Publishing Modes — Framework-Dependent, Self-Contained and Single File

When you run dotnet publish, .NET packages your application for deployment. There are three publishing modes, each with different trade-offs between deployment size, runtime requirements, and startup performance. Understanding these modes is the first step in designing your deployment pipeline — whether you are deploying to a managed cloud service that already has .NET installed, building Docker images, or distributing standalone executables.

The Three Publishing Modes

// ── 1. Framework-Dependent (default) ─────────────────────────────────────
// Output: application DLLs only (~500KB-5MB)
// Requires: .NET runtime pre-installed on target machine
// Best for: Docker (aspnet base image has runtime), cloud PaaS (Azure App Service)
dotnet publish -c Release -o ./publish

// ── 2. Self-Contained ─────────────────────────────────────────────────────
// Output: application + entire .NET runtime (~60-100MB)
// Requires: nothing — runs on any machine with the target OS/arch
// Best for: Windows Services, on-premises servers without .NET installed
dotnet publish -c Release --runtime linux-x64 --self-contained -o ./publish

// ── 3. Single File ────────────────────────────────────────────────────────
// Output: one compressed executable file
// Can be combined with self-contained for a truly standalone single binary
dotnet publish -c Release --runtime linux-x64 --self-contained \
    /p:PublishSingleFile=true \
    /p:PublishTrimmed=true \    // remove unused BCL code (reduces size ~40%)
    -o ./publish

// ── ReadyToRun — pre-compile IL to native for faster startup ─────────────
dotnet publish -c Release --runtime linux-x64 \
    /p:PublishReadyToRun=true \
    -o ./publish
// R2R pre-compiles to native at publish time, reducing JIT startup cost
// Recommended for containerised APIs where cold-start latency matters
Note: ReadyToRun (R2R) and Native AOT are different. R2R produces assemblies that contain both IL and pre-compiled native code — the JIT can still compile methods it missed, making R2R a safe optimisation with no compatibility restrictions. Native AOT compiles everything to native at publish time with no JIT at runtime, producing a much smaller, faster-starting binary, but with restrictions: no runtime code generation, limited reflection, and not all NuGet packages are compatible. For most ASP.NET Core Web APIs, R2R is the right choice; Native AOT suits microservices and serverless functions.
Tip: Always publish with -c Release (Release configuration). Debug builds include debug symbols, disable most optimisations, and produce significantly larger binaries. A common mistake in CI/CD pipelines is publishing in Debug mode — the application runs slower and uses more memory than it should. Add the configuration check to your Dockerfile: dotnet publish -c Release and verify it in your pipeline definition.
Warning: PublishTrimmed=true uses static analysis to remove unused code from the BCL and third-party libraries. Some libraries use reflection to load types dynamically — trimming can remove types that are used only through reflection, causing TypeLoadException or MissingMethodException at runtime. Test thoroughly after enabling trimming. EF Core, Serilog, and AutoMapper all have trimming issues — check each library’s trimming compatibility before enabling it in production.

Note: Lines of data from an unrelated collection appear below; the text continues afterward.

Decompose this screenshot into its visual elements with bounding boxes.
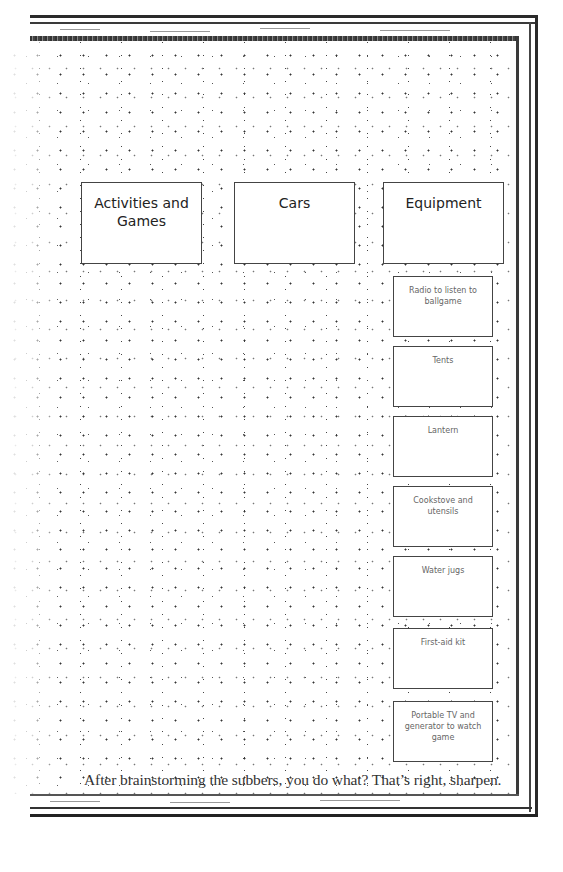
category-label: Cars [235, 194, 354, 212]
frame-bottom-mid-line [30, 807, 532, 809]
frame-top-mid-line [30, 22, 535, 24]
frame-right-inner-edge [516, 36, 519, 794]
wood-grain [320, 800, 400, 801]
category-box-equipment: Equipment [383, 182, 504, 264]
frame-right-outer-line [535, 15, 538, 817]
category-box-cars: Cars [234, 182, 355, 264]
wood-grain [60, 29, 100, 30]
equipment-item-label: Lantern [394, 425, 492, 436]
equipment-item-label: Radio to listen to ballgame [394, 285, 492, 307]
equipment-item-box: Cookstove and utensils [393, 486, 493, 547]
frame-top-inner-edge [30, 36, 518, 41]
board-left-fade [0, 41, 60, 794]
equipment-item-box: First-aid kit [393, 628, 493, 689]
category-label: Equipment [384, 194, 503, 212]
wood-grain [380, 30, 450, 31]
equipment-item-box: Lantern [393, 416, 493, 477]
wood-grain [170, 802, 230, 803]
equipment-item-label: Tents [394, 355, 492, 366]
category-box-activities: Activities and Games [81, 182, 202, 264]
equipment-item-box: Tents [393, 346, 493, 407]
equipment-item-label: Cookstove and utensils [394, 495, 492, 517]
wood-grain [260, 28, 310, 29]
caption: After brainstorming the subbers, you do … [84, 771, 514, 789]
equipment-item-label: Portable TV and generator to watch game [394, 710, 492, 743]
frame-right-mid-line [529, 22, 531, 812]
equipment-item-box: Water jugs [393, 556, 493, 617]
equipment-item-box: Portable TV and generator to watch game [393, 701, 493, 762]
equipment-item-label: First-aid kit [394, 637, 492, 648]
wood-grain [150, 31, 210, 32]
frame-bottom-inner-edge [30, 794, 519, 796]
equipment-item-box: Radio to listen to ballgame [393, 276, 493, 337]
wood-grain [50, 801, 100, 802]
frame-bottom-outer-line [30, 814, 538, 817]
frame-top-outer-line [30, 15, 538, 18]
category-label: Activities and Games [82, 194, 201, 230]
equipment-item-label: Water jugs [394, 565, 492, 576]
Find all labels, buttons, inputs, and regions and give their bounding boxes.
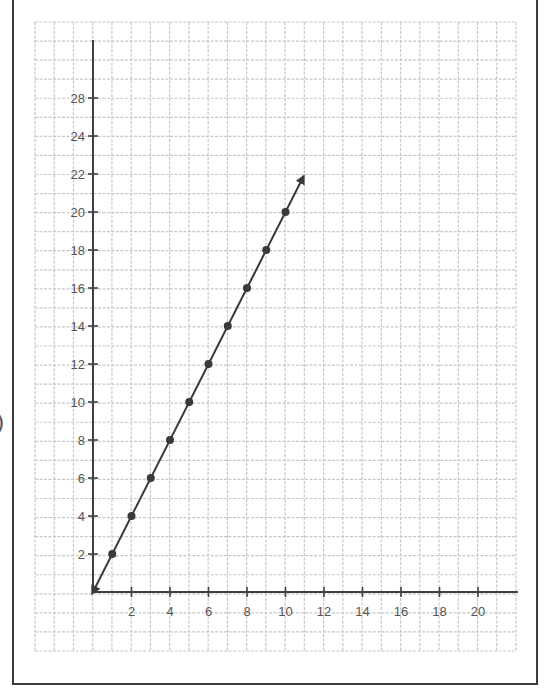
x-tick-label: 4: [166, 604, 173, 619]
x-tick-label: 16: [394, 604, 408, 619]
y-tick-label: 24: [71, 129, 85, 144]
axes: [88, 40, 518, 597]
y-tick-label: 4: [78, 509, 85, 524]
x-tick-label: 6: [205, 604, 212, 619]
chart-figure: ) 2468101214161820 246810121416182022242…: [0, 0, 552, 692]
y-tick-label: 22: [71, 167, 85, 182]
data-point: [108, 550, 116, 558]
x-tick-label: 8: [243, 604, 250, 619]
x-tick-label: 10: [278, 604, 292, 619]
y-tick-label: 14: [71, 319, 85, 334]
data-point: [205, 360, 213, 368]
y-tick-label: 12: [71, 357, 85, 372]
y-tick-label: 2: [78, 547, 85, 562]
y-tick-label: 10: [71, 395, 85, 410]
data-point: [243, 284, 251, 292]
clipped-edge-glyph: ): [0, 410, 5, 435]
graph-paper-grid: [35, 22, 516, 651]
x-tick-label: 12: [317, 604, 331, 619]
y-tick-labels: 2468101214161820222428: [71, 91, 85, 562]
y-tick-label: 18: [71, 243, 85, 258]
y-tick-label: 8: [78, 433, 85, 448]
x-tick-label: 20: [471, 604, 485, 619]
y-tick-label: 6: [78, 471, 85, 486]
data-point: [185, 398, 193, 406]
chart-svg: 2468101214161820 2468101214161820222428: [0, 0, 552, 692]
x-tick-label: 18: [432, 604, 446, 619]
x-tick-labels: 2468101214161820: [128, 604, 485, 619]
y-tick-label: 28: [71, 91, 85, 106]
data-point: [147, 474, 155, 482]
y-tick-label: 16: [71, 281, 85, 296]
data-point: [282, 208, 290, 216]
data-point: [166, 436, 174, 444]
y-tick-label: 20: [71, 205, 85, 220]
data-point: [224, 322, 232, 330]
data-point: [128, 512, 136, 520]
x-tick-label: 2: [128, 604, 135, 619]
data-point: [262, 246, 270, 254]
x-tick-label: 14: [355, 604, 369, 619]
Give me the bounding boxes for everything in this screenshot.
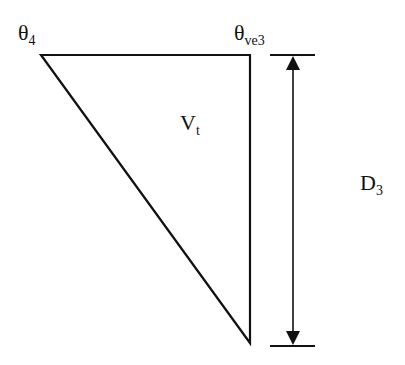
label-v-t: Vt <box>180 110 200 138</box>
label-theta-4: θ4 <box>18 20 36 48</box>
arrowhead-down-icon <box>286 331 300 345</box>
diagram-canvas: θ4 θve3 Vt D3 <box>0 0 405 365</box>
arrowhead-up-icon <box>286 56 300 70</box>
triangle-shape <box>41 55 250 343</box>
dimension-line <box>270 55 315 346</box>
label-d-3: D3 <box>360 170 383 198</box>
label-theta-ve3: θve3 <box>234 20 265 48</box>
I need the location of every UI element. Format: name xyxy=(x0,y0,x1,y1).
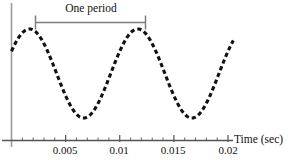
x-tick-label-0.005: 0.005 xyxy=(44,144,86,156)
waveform-curve xyxy=(12,29,234,118)
x-axis-title: Time (sec) xyxy=(234,133,283,145)
x-tick-label-0.015: 0.015 xyxy=(152,144,194,156)
one-period-label: One period xyxy=(50,2,132,15)
one-period-bar xyxy=(36,16,146,30)
waveform-figure: 0.005 0.01 0.015 0.02 Time (sec) One per… xyxy=(0,0,288,160)
x-tick-label-0.02: 0.02 xyxy=(210,144,246,156)
x-tick-label-0.01: 0.01 xyxy=(101,144,137,156)
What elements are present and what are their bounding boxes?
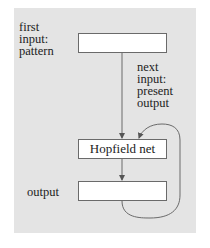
connector-lines: [0, 0, 210, 248]
output-label: output: [27, 186, 59, 198]
output-box: [78, 181, 167, 201]
hopfield-net-box: Hopfield net: [78, 139, 167, 159]
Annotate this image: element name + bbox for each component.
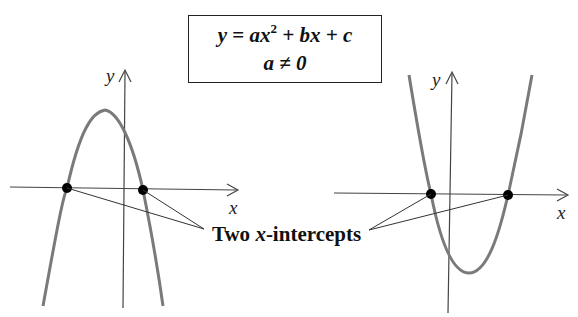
right-graph — [334, 72, 568, 313]
right-parabola — [409, 75, 532, 273]
left-graph — [10, 70, 238, 308]
left-y-axis-label: y — [106, 66, 114, 85]
right-x-axis-label: x — [557, 203, 565, 222]
formula-box: y = ax2 + bx + c a ≠ 0 — [188, 15, 382, 83]
right-y-axis-label: y — [432, 70, 440, 89]
left-parabola — [43, 110, 163, 306]
intercepts-callout: Two x-intercepts — [212, 222, 361, 246]
left-leader-line-2 — [143, 190, 204, 229]
right-leader-line-1 — [369, 194, 431, 230]
left-y-axis — [123, 72, 125, 308]
left-x-axis-label: x — [229, 198, 237, 217]
left-leader-line-1 — [67, 188, 204, 229]
nonzero-condition: a ≠ 0 — [189, 50, 381, 76]
quadratic-equation: y = ax2 + bx + c — [189, 22, 381, 48]
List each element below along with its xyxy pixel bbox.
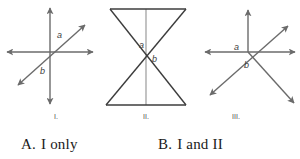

Build and Publish in .csproj

// ── .csproj publish settings ───────────────────────────────────────────────
<Project Sdk="Microsoft.NET.Sdk.Web">
  <PropertyGroup>
    <TargetFramework>net8.0</TargetFramework>
    <Nullable>enable</Nullable>
    <ImplicitUsings>enable</ImplicitUsings>

    <!-- Production publish settings -->
    <PublishReadyToRun>true</PublishReadyToRun>   <!-- faster cold start -->
    <RuntimeIdentifier>linux-x64</RuntimeIdentifier>  <!-- for Docker -->

    <!-- Optional: strip debug symbols in release -->
    <DebugSymbols>false</DebugSymbols>
    <DebugType>none</DebugType>
  </PropertyGroup>
</Project>

Common Mistakes

Mistake 1 — Publishing in Debug configuration (slow, large binaries in production)

❌ Wrong — accidentally publishing without -c Release:

dotnet publish -o ./publish   // defaults to Debug configuration!

✅ Correct — always specify -c Release in production pipelines.

Mistake 2 — Enabling PublishTrimmed without testing (missing reflection-loaded types)

❌ Wrong — enabling trimming causes TypeLoadException in production when a trimmed type is needed at runtime.

✅ Correct — test trimmed builds with a full integration test suite before enabling in production.

🧠 Test Yourself

Your ASP.NET Core API deploys to Docker using the official mcr.microsoft.com/dotnet/aspnet:8.0 base image. Should you use framework-dependent or self-contained publishing? Why?